Activity

MISSION RATIONALE

The Warsaw Ghetto Museum will be an institution that provides a comprehensive and authentic testimony of the events and the people forced to inhabit the Warsaw ghetto. Its purpose will be to present the tragic events that took place during the German occupation of Poland, during the Second World War, and to honour the memory of those who lived and suffered in the ghetto.

Warsaw was the location of the largest ghetto in the entire German-occupied Europe. In April 1941, it held over 400,000 people, restricted to an area of approximately three sq. km.

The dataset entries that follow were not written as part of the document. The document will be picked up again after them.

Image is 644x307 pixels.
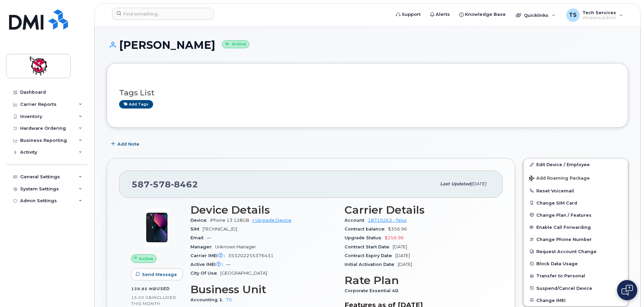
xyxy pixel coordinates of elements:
[344,204,491,216] h3: Carrier Details
[524,171,629,185] button: Add Roaming Package
[537,225,591,230] span: Enable Call Forwarding
[132,179,199,189] span: 587
[191,204,336,216] h3: Device Details
[150,179,171,189] span: 578
[191,261,226,266] span: Active IMEI
[524,245,629,257] button: Request Account Change
[471,181,486,186] span: [DATE]
[385,235,404,240] span: $256.96
[191,235,207,240] span: Email
[344,217,368,222] span: Account
[529,175,590,182] span: Add Roaming Package
[222,41,249,48] small: Active
[215,244,256,249] span: Unknown Manager
[131,295,152,300] span: 15.00 GB
[368,217,407,222] a: 18719263 - Telus
[207,235,212,240] span: —
[142,271,177,278] span: Send Message
[398,261,413,266] span: [DATE]
[139,255,154,261] span: Active
[344,288,402,293] span: Corporate Essential 40
[119,89,616,97] h3: Tags List
[537,285,593,290] span: Suspend/Cancel Device
[226,297,232,302] a: 70
[344,226,388,231] span: Contract balance
[191,244,215,249] span: Manager
[191,297,226,302] span: Accounting 1
[228,253,274,258] span: 353202255376431
[344,261,398,266] span: Initial Activation Date
[191,217,210,222] span: Device
[440,181,471,186] span: Last updated
[252,217,291,222] a: + Upgrade Device
[622,284,633,296] img: Open chat
[191,253,228,258] span: Carrier IMEI
[191,270,221,275] span: City Of Use
[131,286,156,291] span: 139.85 MB
[221,270,267,275] span: [GEOGRAPHIC_DATA]
[117,141,139,147] span: Add Note
[524,270,629,282] button: Transfer to Personal
[524,185,629,196] button: Reset Voicemail
[524,196,629,208] button: Change SIM Card
[344,235,385,240] span: Upgrade Status
[537,213,592,217] span: Change Plan / Features
[131,268,183,280] button: Send Message
[119,100,153,108] a: Add tags
[524,282,629,294] button: Suspend/Cancel Device
[191,226,203,231] span: SIM
[107,39,629,50] h1: [PERSON_NAME]
[344,253,396,258] span: Contract Expiry Date
[344,274,491,286] h3: Rate Plan
[107,138,145,150] button: Add Note
[396,253,410,258] span: [DATE]
[524,208,629,221] button: Change Plan / Features
[388,226,407,231] span: $356.96
[226,261,230,266] span: —
[524,257,629,270] button: Block Data Usage
[171,179,199,189] span: 8462
[524,158,629,170] a: Edit Device / Employee
[210,217,249,222] span: iPhone 13 128GB
[524,221,629,233] button: Enable Call Forwarding
[393,244,407,249] span: [DATE]
[191,283,336,296] h3: Business Unit
[131,295,177,305] span: included this month
[524,294,629,306] button: Change IMEI
[137,207,177,248] img: image20231002-4137094-11ngalm.jpeg
[524,233,629,245] button: Change Phone Number
[203,226,238,231] span: [TECHNICAL_ID]
[156,286,170,291] span: used
[344,244,393,249] span: Contract Start Date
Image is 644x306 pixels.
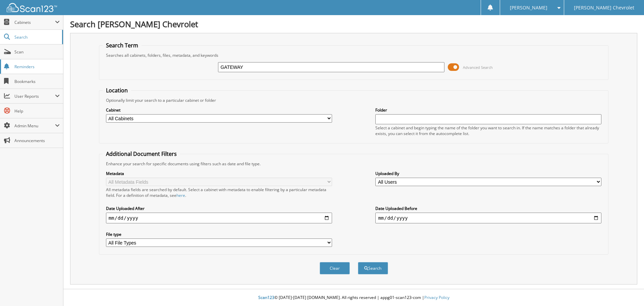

The exhibition will be unique in so far as will explore the personal dilemmas and tragedies faced by those confined to the ghetto in the location where they occurred. Additionally, the museum will analyse the unprecedented and previously unimaginable developments, such as the murder of an entire segment of the population and the destruction of a European capital, which elicited such diverse reactions by the population of Warsaw, Jewish and non-Jewish. The institution will present the circumstances of the deportation of the majority of Warsaw’s Jewish residents to the Treblinka extermination camp. In addition, the exhibition will disclose the identities of the Nazi perpetrators of those crimes, and examine the ramifications of the German propaganda and war machine. Bent on complete destruction of the ghetto, the Germans annihilated nearly 400,000 Jews.

The building designated as the museum seat is that of the former Bersohn and Bauman Children’s Hospital at 60 Sienna Street, located within the confines of the former Warsaw ghetto, in close proximity to the remaining fragment of the ghetto’s separating wall. Funded by the Polish government, the museum will be established in one of the few pre-war buildings remaining within the parameters of the former ghetto, and is destined to become a hallmark of the former Jewish Warsaw, next to the surviving landmarks such as the Nożyk Synagogue, the Jewish Historical Institute building and the Okopowa Street Jewish Cemetery.

Using extensive archival material compiled by a team of historians and experts, we will present Warsaw residents and the general public with personal testimonies of Warsaw ghetto inhabitants, artefacts and the timeline of events that led to the heroic uprising of 1943 and ended in the total destruction of the ghetto, and the annihilation of its inhabitants. We will preserve for future generations the memory of the victims and the crimes of the German perpetrators. Through the museum exhibition and its educational programme will attempt to overcome historical stereotypes and prejudices.